Tuesday, May 25, 2010

Time for an another episode of. . .

"Two men say they're Jesus. One of them must be wrong."

You may have heard the allegations that Joe Sestak, the Democratic Senate candidate who knocked off Snarlin' Arlen Specter in the Pennsylvania primary a week ago, has made concerning a job offer that someone in the Obama administration made, assuming he would discreetly leave the race against Specter. Sestak has been pretty clear about it and mentioned the topic again over the weekend on Meet the Press.

Now comes White House operative David Axelrod, recent Beloit College commencement speaker (and as a Beloit alum I couldn't be more proud), who suggests that Sestak isn't exactly telling the truth:

Senior adviser to the president David Axelrod said Monday evening that there is “no evidence” that White House officials tried to keep a Democratic congressman from entering the Pennsylvania Senate race by offering him a high-ranking government job.

“When the allegations were made, they were looked into. And there was no evidence of such a thing,” Axelrod said on CNN’s “John King USA.”

Axelrod acknowledged that if White House officials dangled a job in front of Rep. Joe Sestak’s face to keep him away from challenging incumbent Sen. Arlen Specter, that would “constitute a serious breach of the law.”

Axelrod also acknowledged that there were “conversations” involving White House officials and Sestak, but said that those had been “looked at” by White House lawyers and “their conclusion was that it was perfect — the conversations were perfectly appropriate.”
So Sestak is lying, then? Or is Axelrod? No wonder President Obama would rather do interviews with Marv Albert than take a chance with an increasingly restive White House press corps.

4 comments:

3john2 said...

Perhaps it was Tubby Smith who offered him the job?

Mr. D said...

As Professor Reynolds would say, "Heh."

Gino said...

'there is no proof'.

well, that settles it then.

Anonymous said...

This is from the crowd of people who say "That depends on what your definition of is is..." George Kostanza once put it best on Seinfeld: "Jerry it's not a lie if you believe it yourself."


**PROBLEM DETAILS:** Say how many of the lines below include the word "Millions". Only the number should be given.

**LISTED RECORDS:**
....................

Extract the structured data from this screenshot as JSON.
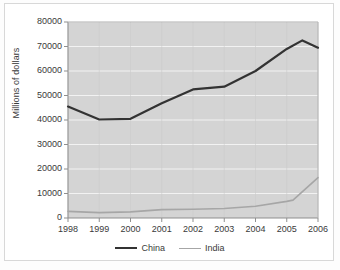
{
  "chart_data": {
    "type": "line",
    "title": "",
    "xlabel": "",
    "ylabel": "Millions of dollars",
    "x": [
      1998,
      1999,
      2000,
      2001,
      2002,
      2003,
      2004,
      2005,
      2006
    ],
    "categories": [
      "1998",
      "1999",
      "2000",
      "2001",
      "2002",
      "2003",
      "2004",
      "2005",
      "2006"
    ],
    "xlim": [
      1998,
      2006
    ],
    "ylim": [
      0,
      80000
    ],
    "ytick_step": 10000,
    "yticks": [
      0,
      10000,
      20000,
      30000,
      40000,
      50000,
      60000,
      70000,
      80000
    ],
    "ytick_labels": [
      "0",
      "10000",
      "20000",
      "30000",
      "40000",
      "50000",
      "60000",
      "70000",
      "80000"
    ],
    "grid": true,
    "grid_orientation": "horizontal",
    "legend_position": "bottom",
    "plot_background": "#d4d4d4",
    "gridline_color": "#f2f2f2",
    "series": [
      {
        "name": "China",
        "color": "#333333",
        "width": 2.2,
        "values": [
          45500,
          40200,
          40500,
          46800,
          52500,
          53600,
          60000,
          69000,
          69500
        ],
        "peak": {
          "x": 2005.5,
          "y": 72500
        }
      },
      {
        "name": "India",
        "color": "#a6a6a6",
        "width": 1.6,
        "values": [
          2700,
          2200,
          2500,
          3400,
          3600,
          3900,
          4800,
          6800,
          16500
        ],
        "inflection": {
          "x": 2005.2,
          "y": 7300
        }
      }
    ]
  },
  "legend": {
    "items": [
      {
        "label": "China",
        "color": "#333333",
        "width": "2.2px"
      },
      {
        "label": "India",
        "color": "#a6a6a6",
        "width": "1.6px"
      }
    ]
  },
  "axis": {
    "y_title": "Millions of dollars"
  }
}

....................

**ANSWER TO THE PROBLEM:** 2